Saturday, 30 January 2016

Crude Journalism? Nigerians Demand an Apology from The Economist for Ex-President ‘Buffoon’ Insult

Nigerians have pilloried The Economist, after the magazine described former Nigerian President Dr Goodluck Jonathan as an “an ineffectual buffoon”in a recent article about the country's worsening economy.
The moment of offence was as follows:
In the eight months since Mr Buhari arrived at Aso Rock, the presidential digs, the homicidal jihadists of Boko Haram have been pushed back into the bush along Nigeria’s borders. The government has cracked down on corruption, which had flourished under the previous president, Goodluck Jonathan, an ineffectual buffoon who let politicians and their cronies fill their pockets with impunity.
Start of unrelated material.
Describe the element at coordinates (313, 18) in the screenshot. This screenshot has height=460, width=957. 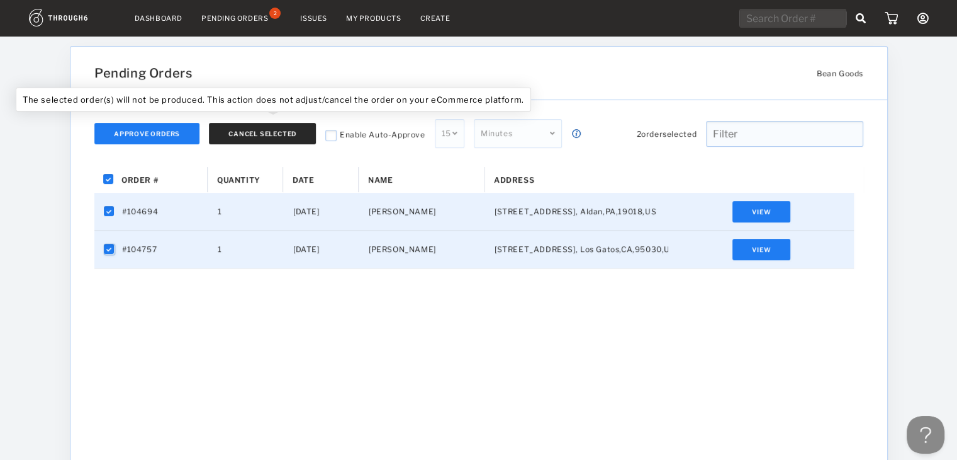
I see `a: Issues` at that location.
Dr Goodluck Jonathan was defeated by General Muhammadu Buhari in the presidential elections last year. Jonathan's concession to his rival Buhari was an unprecedented move widely praised as keeping the peace in Africa's most populous country.
Since then Buhari's government has been battling corruption and a weak economy ever since his inauguration — legacies of Jonathan's reign as well as those of countless other administrations that went before him.
Although The Economist article focused on the effects wrought by plummeting global crude prices on a country that relies almost exclusively on oil revenues for economic growth, the publication's passing insult of Jonathan ignited a storm of indignation on social media.